The PQDS claims that the First Peoples Festival lacks sufficiently innovative programming. This is a surprising attack on the Montreal event that has very successfully and continually transformed itself over the years. Since it moved its activities to the Quartier des spectacles, it has offered a brand-new formula that richly highlights First Peoples culture, art and diversity.

First Peoples Festival is a First Nations’ multi-disciplinary festival, an event unique in its genre and presented yearly by the Terres en vues/Land Insights society for the last 24 years.

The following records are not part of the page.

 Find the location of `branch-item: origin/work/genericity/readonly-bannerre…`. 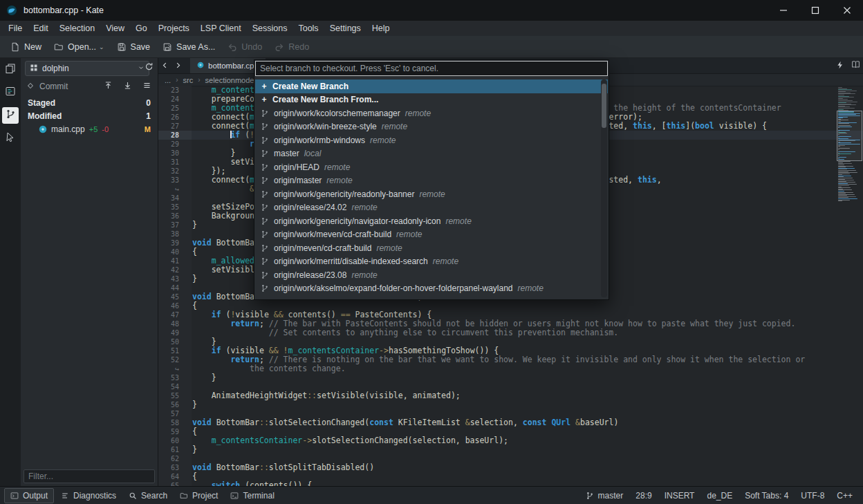

branch-item: origin/work/genericity/readonly-bannerre… is located at coordinates (432, 194).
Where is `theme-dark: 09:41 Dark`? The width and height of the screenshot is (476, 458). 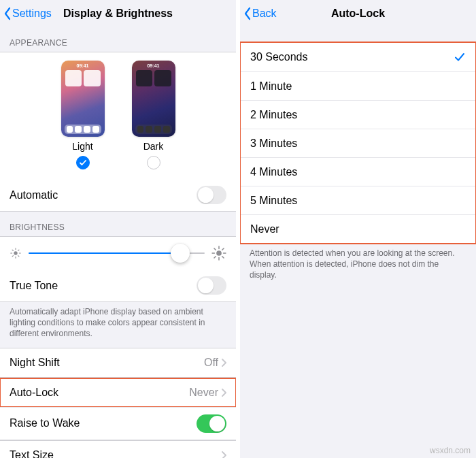 theme-dark: 09:41 Dark is located at coordinates (154, 115).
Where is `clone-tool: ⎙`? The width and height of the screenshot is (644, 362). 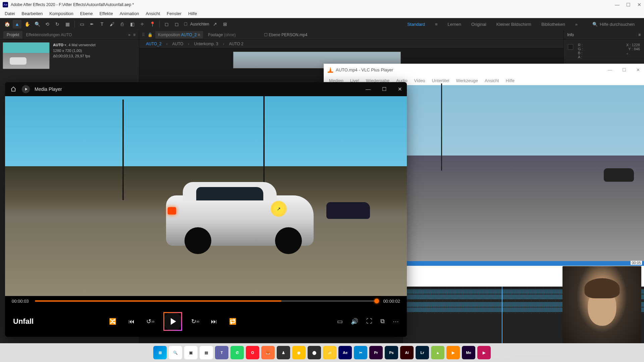 clone-tool: ⎙ is located at coordinates (122, 24).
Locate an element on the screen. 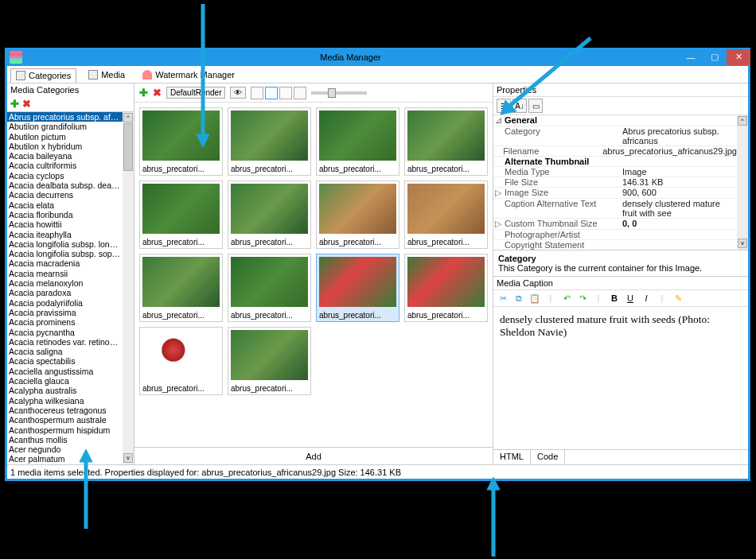  property-row: Filenameabrus_precatorius_africanus29.jp… is located at coordinates (615, 151).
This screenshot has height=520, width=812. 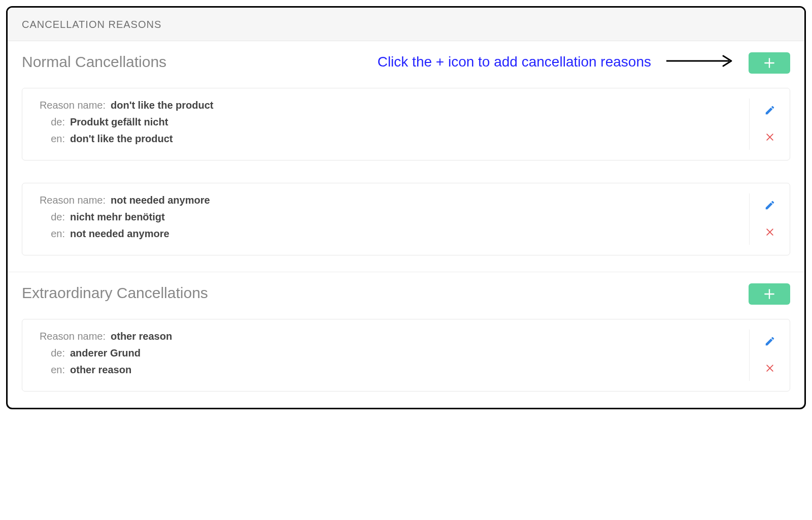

Last year, the festival succeeded in balancing its budget without a deficit although the very day its program was launched, June 18 2013, the PQDS announced a drastic $50 000 cut to the Festival’s budget. This year the festival was been hit with a great blow that could prove to be fatal.

The festival states that this new obstacle is a test of the commitment of city of Montreal and government stakeholders to make a place for First Nations culture in Quebec’s metropolis and to associate these with the many commemorations set for city’s 375th anniversary in 2017.

Festival organizers are demanding that those granting funds to the PQDS, the City of Montreal first and then the government of Québec, must take action without delay to reinstate a funding for First Peoples Festival within a structure that can allow it to develop and thrive.

Moreover, the festival is questioning the very way funding is delivered by the PQSD. Organizers believe that it is high time, as ethical choices, corruption and fair practices are in the spotlight in Montréal during the ongoing Charbonneau Commission, to review the governance of this paramunicipal body that oversees such important budgets.